By Lance Izumi, Pacific Research Institute
While fraud in California’s hospice programs has garnered national headlines, financial aid fraud in California’s community colleges has gotten Congress to act, with a large bipartisan majority on a House committee passing anti-financial aid fraud legislation.
Across the country, financial aid fraud in higher education has skyrocketed, causing big budgetary hits for colleges and negative impacts for law-abiding students in true need.
Perhaps the biggest explosion in financial aid fraud has taken place in the nation’s largest system of higher education—the California Community Colleges.
With 2.2 million students in 116 colleges, California’s sprawling community college system dwarfs most other higher education systems.
According to its website, “Our students receive the education, support and guidance they need to reach their potential, whoever and wherever they are on their educational journey.”
But what if a lot of those students do not actually exist? What if many students are just phantoms, not taking an educational journey, but sucking up taxpayer dollars meant for real students?
In fact, that is exactly what is happening at many of the state’s community colleges.
Fraud perpetrators use stolen or fake identities to enroll in college, then they apply for federal and state financial aid.
According to Forbes, community colleges are particularly attractive for fraudsters because tuition costs are very low, which means that they can keep the bulk of the aid—up to $7,400 for supposed living expenses per case—as ill-gotten profit.
Then, “instead of attending classes, these ‘ghost students’ disappear once the funds arrive [in their bank accounts].”
This fraud is often committed using AI-generated bots, so fraud can be attempted on a massive scale.
California Congressman Kevin Kiley, a former educator, recently observed, “Over a third of applications [for community colleges] in our state, 1.2 million in all, were fakes used for financial aid fraud.”
The fraud numbers at individual colleges are shocking.
For example, the Foothill-De Anza Community College District in the San Francisco Bay Areareceived around 26,000 applications for the spring quarter in 2024. However, according to district officials, 10,000 of these applications were flagged for fraud.
Overall, the trend of fake admission applications has been rising alarmingly over the last several years.
According to the California Community Colleges Chancellor’s Office, 20 percent of applications in 2020 were fraudulent. That proportion rose to 25 percent in 2024 and then leapt to 34 percent in 2025.
But, as one top state community college official noted, “Those are all the ones that are stopped,” meaning that there are fraudsters who do get through and steal taxpayer dollars.
CalMatters reported that that in a 12-month period spanning much of 2024, the state’s community colleges “reported giving more than $10 million in federal dollars to fake students and over $3 million in state money.”
While state data appears to indicate that fraud represents only a small part of the financial aid pie, the publication noted, “It’s hard to tell how accurate the data is because compliance is spotty,” with months of missing data “from as many as half the colleges.”
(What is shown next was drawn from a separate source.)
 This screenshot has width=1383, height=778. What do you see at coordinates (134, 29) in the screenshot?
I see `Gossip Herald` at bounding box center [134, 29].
Indeed, an official from the Kern Community College District said, “What we’re hearing is that [fraud] is happening more widespread than people are letting on, but people just have their heads in the sand because it looks good to have your enrollment going up.”
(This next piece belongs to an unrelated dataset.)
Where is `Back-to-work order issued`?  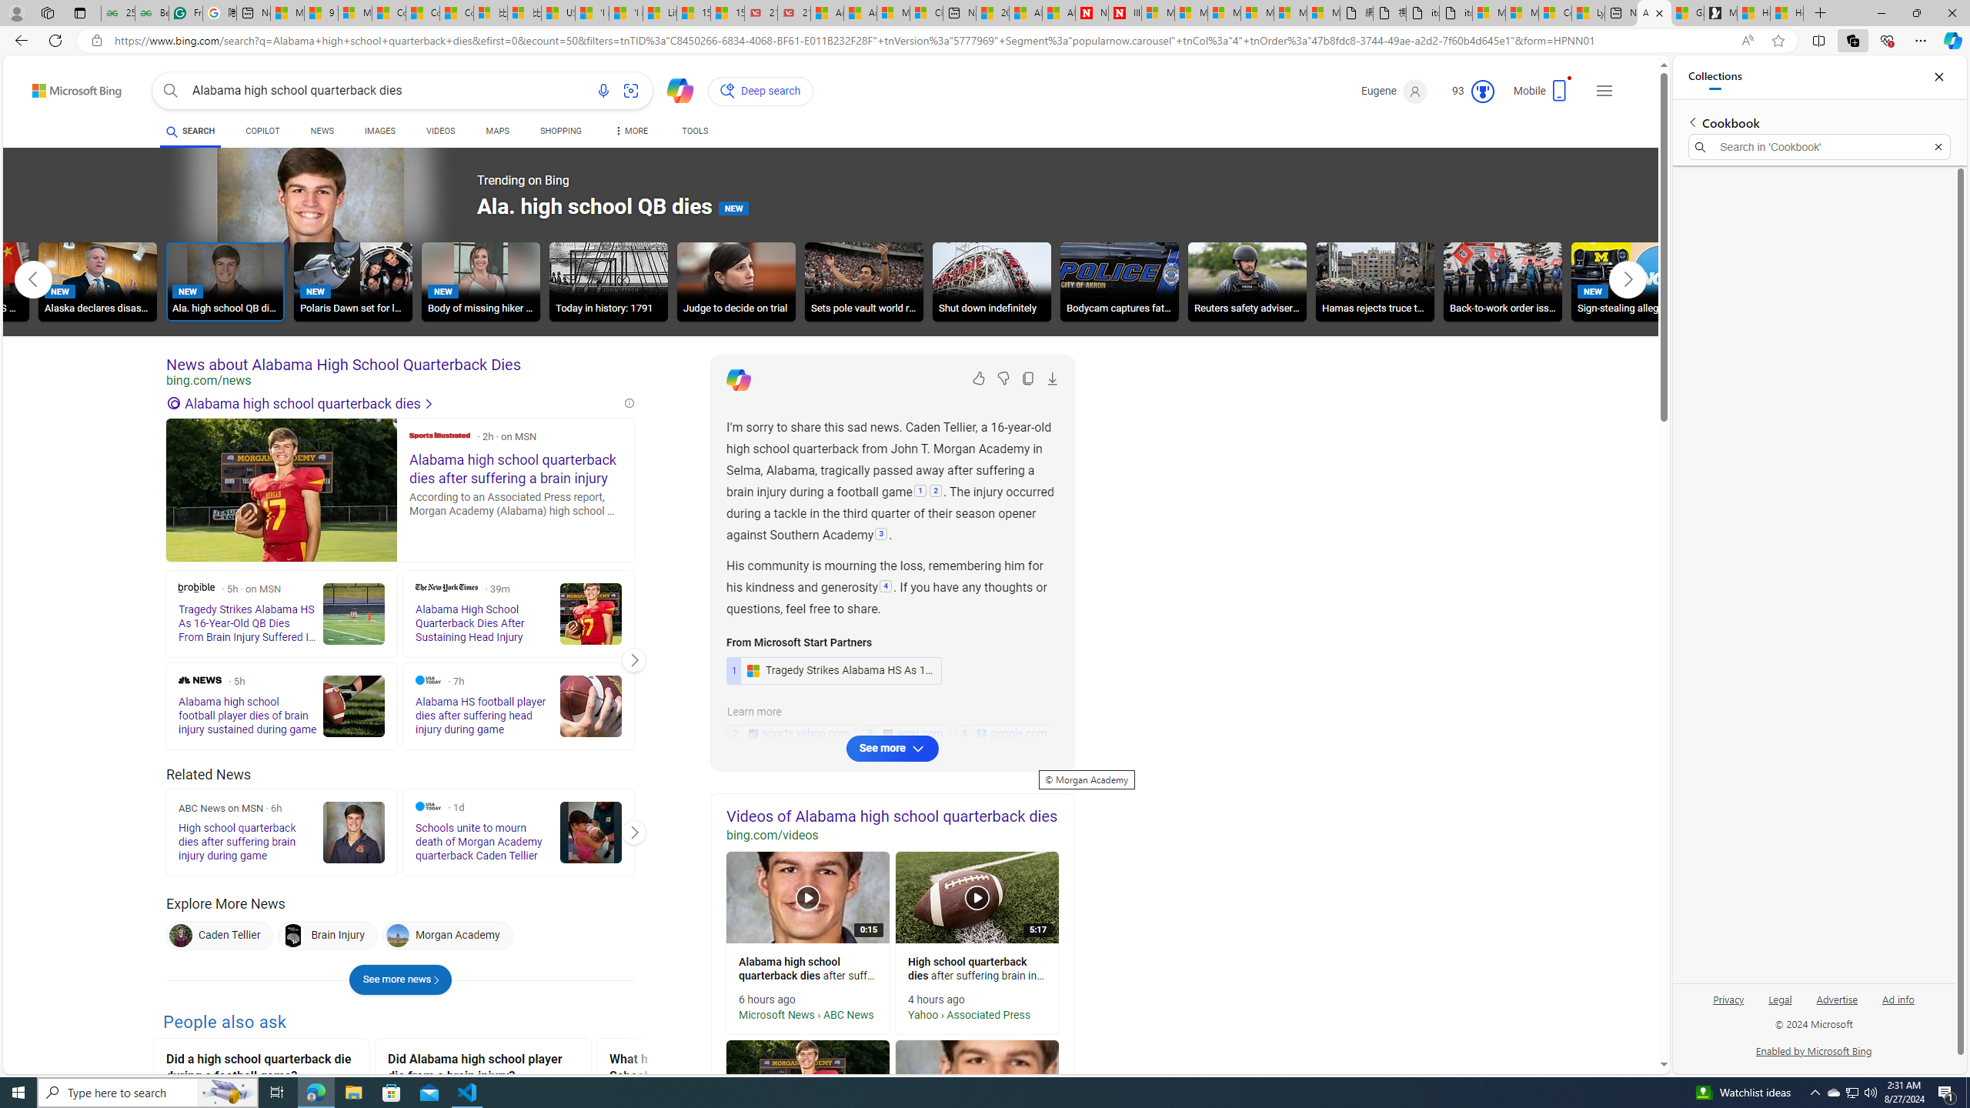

Also, since community college funding is linked to enrollment, faculty members feel pressure to keep their class numbers up because districts could face financial losses otherwise. As one instructor at Berkeley City College said, “if they see I’m running a class that starts with 35 students and ends with 15, that looks terrible.”
Further, the reported fraud amounts do not take into consideration the significant negative impact on real students.
A De Anza College student said that one of her professors had 70 students enroll in a class, but within a week “almost all of those students had dropped out except the 15 that were actually human.”
The student lamented that the fake students are “taking up space for students who are actually here and actually want to be here.”
To combat fake students and resulting financial aid fraud, the state’s community college application system now uses an identity verification tool. However, Forbes has warned that “sophisticated AI-driven tools allow fraudsters to defeat document verification methods.”
The scope of the financial aid fraud is so widespread that Rep. Kiley and three other members of Congress, have sponsored “No Aid for Ghost Students Act of 2026,” which just passed the House Education and Workforce Committee on a bipartisan 30-3 vote.
Under the bill, the U.S. Secretary of Education is instructed to “use an identity fraud detection system to review each [financial aid] application” in order “to determine whether the application presents a reasonable suspicion of identity fraud.”
If there is a reasonable suspicion of fraud, colleges will be prohibited from disbursing federal financial aid until the identity of the applicant is confirmed “using in-person verification or live, synchronous audiovisual verification.”
Kiley said that the bill is needed “because we want aid to go to real students, not ghost students” and “fraudsters who are simply advancing criminal aims.”
For decades, community colleges have been one of the unsung jewels of higher education, providing students with highly useable lower-cost education ranging from transfer credits to four-year universities to career technical education for real world jobs. Unless the financial aid fraud scandal is addressed immediately, taxpayers will start to rethink their investment, especially if the fraud continues to metastasize.
Lance Izumi is senior director of the Center for Education at the Pacific Research Institute. He served two terms as president of the Board of Governors of the California Community Colleges.